ISTANBUL (AFP) – The head of the main Syrian Kurdish party said Sunday that Turkey had changed its position and would provide the Kurds in the war-ravaged country with humanitarian aid.
"A promise has been made. Turkey is going to help our people in all areas. That is to say it will provide humanitarian aid," said Saleh Muslim, co-president of the Democratic Union Party (PYD), in an interview published Sunday in the Turkish daily Milliyet.
"I can say that Turkey has changed its attitude towards the PYD. The simple fact that I am here already shows the biggest change," said Muslim, who was invited to Istanbul by Turkey's foreign ministry and met Turkish officials on Friday.
The PYD is the main Kurdish party in Syria and is considered a branch of Turkey's outlawed Kurdistan Workers' Party (PKK). It has taken control of some Syrian towns on the border with Turkey.
Turkey has warned the PYD against any push for autonomy in the border region as Ankara continues negotiations with the PKK with the aim of finding a political solution to the Turkish Kurd insurgency that has been going on since 1984.
On Friday Turkey's Prime Minister Recep Tayyip Erdogan told reporters that during the discussions the PYD would be warned about any "dangerous schemes".
However, Muslim Sunday described the discussions with Turkish officials as "positive".
The Syrian Kurdish leader said his movement had no intention to proclaim autonomy in northern Syria, but that the Kurds needed to "be in charge of the region temporarily" while waiting "for a political solution in which everyone -- Kurds, Turkmen, Arabs -- finds their place."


▶ _PROBLEM DESCRIPTION_: What is the number of lines in the data below that contain "high"? Reply with the number only.

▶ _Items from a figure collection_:

[Start of section]

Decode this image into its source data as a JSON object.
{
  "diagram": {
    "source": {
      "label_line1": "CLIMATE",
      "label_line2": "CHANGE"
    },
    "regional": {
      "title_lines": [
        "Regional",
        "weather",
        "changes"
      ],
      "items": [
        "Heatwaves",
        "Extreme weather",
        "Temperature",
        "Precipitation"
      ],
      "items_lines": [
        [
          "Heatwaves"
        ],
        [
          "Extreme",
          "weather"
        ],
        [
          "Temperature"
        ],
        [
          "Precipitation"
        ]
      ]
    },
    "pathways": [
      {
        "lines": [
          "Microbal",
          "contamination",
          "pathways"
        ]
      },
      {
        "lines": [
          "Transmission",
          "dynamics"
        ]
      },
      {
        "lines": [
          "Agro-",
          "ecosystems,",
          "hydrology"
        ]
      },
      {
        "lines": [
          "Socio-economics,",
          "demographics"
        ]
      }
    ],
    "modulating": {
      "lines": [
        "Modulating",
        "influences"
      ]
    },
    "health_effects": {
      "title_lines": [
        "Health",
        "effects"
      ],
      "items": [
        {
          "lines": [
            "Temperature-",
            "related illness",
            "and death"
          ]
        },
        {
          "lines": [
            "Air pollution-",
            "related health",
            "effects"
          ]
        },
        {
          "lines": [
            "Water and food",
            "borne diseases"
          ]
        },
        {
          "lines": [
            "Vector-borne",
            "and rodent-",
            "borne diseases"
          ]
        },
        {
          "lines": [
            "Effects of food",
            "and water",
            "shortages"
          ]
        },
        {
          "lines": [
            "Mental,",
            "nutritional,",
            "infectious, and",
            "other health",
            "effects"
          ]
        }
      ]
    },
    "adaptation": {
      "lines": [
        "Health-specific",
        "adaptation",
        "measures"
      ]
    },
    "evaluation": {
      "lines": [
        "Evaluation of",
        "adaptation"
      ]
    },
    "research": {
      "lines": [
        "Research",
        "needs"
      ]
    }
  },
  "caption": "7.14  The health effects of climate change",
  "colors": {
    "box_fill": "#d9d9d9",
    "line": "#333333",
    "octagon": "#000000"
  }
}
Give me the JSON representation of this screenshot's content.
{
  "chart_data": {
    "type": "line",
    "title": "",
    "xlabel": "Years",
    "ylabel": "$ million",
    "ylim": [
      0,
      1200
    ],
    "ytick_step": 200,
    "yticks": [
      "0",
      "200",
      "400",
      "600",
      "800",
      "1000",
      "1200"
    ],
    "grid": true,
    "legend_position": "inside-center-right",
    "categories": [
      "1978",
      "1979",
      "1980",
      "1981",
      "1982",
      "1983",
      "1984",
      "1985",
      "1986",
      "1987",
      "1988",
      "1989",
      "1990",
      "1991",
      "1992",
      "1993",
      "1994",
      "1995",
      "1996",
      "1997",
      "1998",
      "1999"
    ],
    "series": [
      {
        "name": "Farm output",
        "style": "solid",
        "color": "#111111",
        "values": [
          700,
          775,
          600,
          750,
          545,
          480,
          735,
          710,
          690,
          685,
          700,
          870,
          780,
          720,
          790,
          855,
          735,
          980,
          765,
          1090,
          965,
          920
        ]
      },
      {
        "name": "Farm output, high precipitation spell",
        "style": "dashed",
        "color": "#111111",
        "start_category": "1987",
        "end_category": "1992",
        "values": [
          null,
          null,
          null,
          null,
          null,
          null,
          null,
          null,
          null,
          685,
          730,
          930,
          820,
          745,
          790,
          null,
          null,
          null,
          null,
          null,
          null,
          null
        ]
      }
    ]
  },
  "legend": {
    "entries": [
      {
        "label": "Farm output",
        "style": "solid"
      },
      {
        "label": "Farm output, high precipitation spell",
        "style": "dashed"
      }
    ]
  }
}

[End of section]

▶ _ANSWER TO THE EXERCISE_: 2